More militant African-American leaders, including W.E.B. DuBois and Ida Wells, founded the National Association for the Advancement of Colored People (NAACP) in 1909, with the mission of actively fighting against racial prejudice. The organization focused in its early years largely on efforts to prevent lynchings in the South and on mounting legal challenges to Jim Crow legislation. (Finch, 1981)
The return of thousands of African-American veterans of World War I highlighted the huge divide between America’s rhetorical commitment to democracy and individual freedom and the reality of segregation, disenfranchisement, and anti-black violence in the South. This gave rise to the New Negro movement, which sparked the larger cultural and intellectual movement known as the Harlem Renaissance (Gates, H.L., 1988) Beginning shortly before World War I, the Great Migration saw an estimated six million African Americans move from the deep South to the North, Midwest, and West over the next 60 years.

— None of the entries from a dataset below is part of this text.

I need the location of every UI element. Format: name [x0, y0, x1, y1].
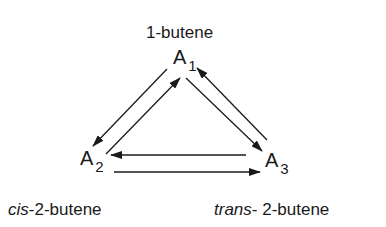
a3-name-suffix: - 2-butene: [252, 200, 330, 219]
a3-symbol: A: [265, 149, 278, 171]
a2-subscript: 2: [95, 158, 103, 175]
a1-subscript: 1: [188, 57, 196, 74]
node-a2: A2: [80, 148, 104, 168]
a2-name-prefix: cis: [8, 200, 29, 219]
arrow-a1-to-a2: [93, 69, 167, 146]
arrow-a3-to-a1: [197, 68, 267, 140]
a1-symbol: A: [173, 46, 186, 68]
a2-symbol: A: [80, 147, 93, 169]
a1-name-label: 1-butene: [146, 24, 213, 41]
arrow-a2-to-a1: [106, 78, 180, 154]
a3-name-prefix: trans: [214, 200, 252, 219]
a1-name-text: 1-butene: [146, 23, 213, 42]
a2-name-label: cis-2-butene: [8, 201, 102, 218]
arrow-a1-to-a3: [186, 78, 262, 151]
a3-subscript: 3: [280, 160, 288, 177]
a2-name-suffix: -2-butene: [29, 200, 102, 219]
reaction-network-diagram: 1-butene A1 A2 A3 cis-2-butene trans- 2-…: [0, 0, 386, 227]
node-a1: A1: [173, 47, 197, 67]
node-a3: A3: [265, 150, 289, 170]
a3-name-label: trans- 2-butene: [214, 201, 329, 218]
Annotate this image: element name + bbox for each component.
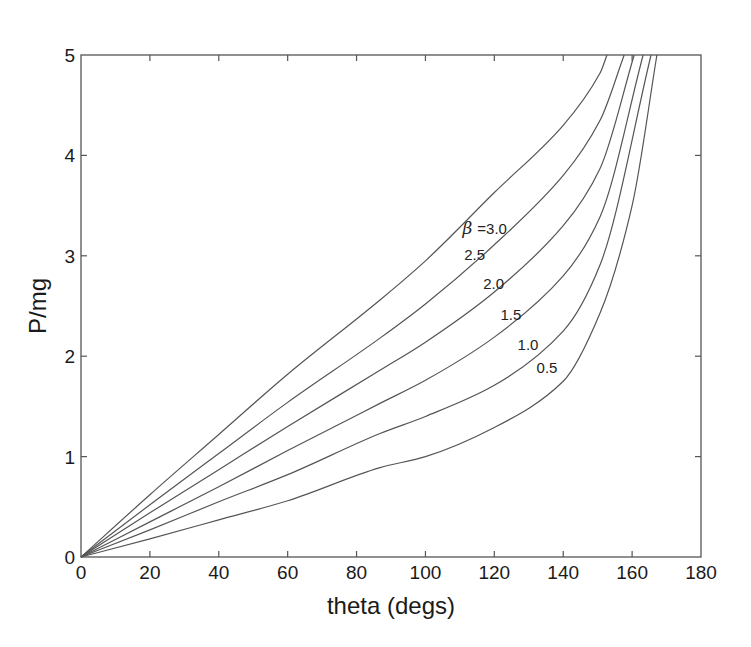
x-tick-label: 120 [478,562,510,583]
axis-ticks [81,55,701,557]
curve-label-beta-1-0: 1.0 [518,336,539,353]
y-tick-label: 3 [64,246,75,267]
x-tick-label: 100 [410,562,442,583]
curve-label-beta-1-5: 1.5 [500,306,521,323]
curve-label-beta-2-5: 2.5 [464,246,485,263]
chart: β=3.02.52.01.51.00.5 0204060801001201401… [0,0,751,647]
curve-beta-2-5 [81,55,624,557]
curves [81,55,657,557]
x-tick-label: 180 [685,562,717,583]
axes-frame [81,55,701,557]
y-tick-label: 1 [64,447,75,468]
beta-symbol: β [462,218,473,238]
y-axis-label: P/mg [24,278,51,334]
y-tick-label: 2 [64,346,75,367]
y-tick-label: 0 [64,547,75,568]
y-tick-label: 5 [64,45,75,66]
x-tick-label: 40 [208,562,229,583]
curve-label-beta-0-5: 0.5 [537,359,558,376]
x-axis-label: theta (degs) [327,592,455,619]
x-tick-labels: 020406080100120140160180 [76,562,717,583]
curve-beta-1-0 [81,55,651,557]
curve-label-beta-2-0: 2.0 [483,275,504,292]
x-tick-label: 160 [616,562,648,583]
x-tick-label: 0 [76,562,87,583]
y-tick-label: 4 [64,145,75,166]
x-tick-label: 20 [139,562,160,583]
curve-beta-0-5 [81,55,657,557]
curve-beta-3-0 [81,55,607,557]
x-tick-label: 140 [547,562,579,583]
y-tick-labels: 012345 [64,45,75,568]
plot-area: β=3.02.52.01.51.00.5 [81,55,701,557]
curve-label-beta-3-0: =3.0 [477,220,507,237]
x-tick-label: 60 [277,562,298,583]
x-tick-label: 80 [346,562,367,583]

Fleeing segregation and poverty, many of these African Americans found work in industrial cities such as Chicago, Detroit, and Gary, Indiana. While many African Americans had previously been suspicious of organized labor, A. Philip Randolph, head of the Brotherhood of Sleeping Car Porters, became the leading voice for black workers within the labor movement. As the number of African Americans working in industrial jobs swelled, organized labor became increasingly outspoken in its advocacy for black workers’ rights; in the 1950s and 1960s, labor would be a powerful ally of the civil rights movement. (Lemann, 1992)
The Great Depression of the 1930s hit African Americans disproportionally hard; the collapse of cotton prices drove thousands of Southern sharecroppers to the brink (Thompson and Clarke, 1935), and the scarcity of factory jobs led to increased racial tensions in Northern industrial cities. The unemployment rate among African Americans was estimated to exceed 50 percent—more than twice the rate among whites. (Wolters, 1970)
African Americans, traditionally supporters of the Republican Party because of its historical opposition to slavery, were initially skeptical of Democrat Franklin Roosevelt, who had won the Presidency with strong backing from the South. Early New Deal programs were not aimed toward the African-American community, and some, such as the Federal Housing Authority, initially reinforced existing patterns of segregation. But other programs, such as the Works Progress Administration and the Civilian Conservation Corps, provided jobs to substantial numbers of African Americans, especially in the North. By the end of the decade, many African Americans in the North were strongly behind the New Deal, and urban black voters began a major shift that would eventually make them an integral part of the Democratic electoral coalition. (Reed, 2008)
America’s entry into World War II effectively ended the Depression, as factories geared up for the war effort. At the same, time, more than a million African Americans joined the armed forces; when they returned from war in 1945, they embodied the argument that African Americans were entitled to the same freedoms for which America had fought in Europe and the Pacific. (Taylor, 2014)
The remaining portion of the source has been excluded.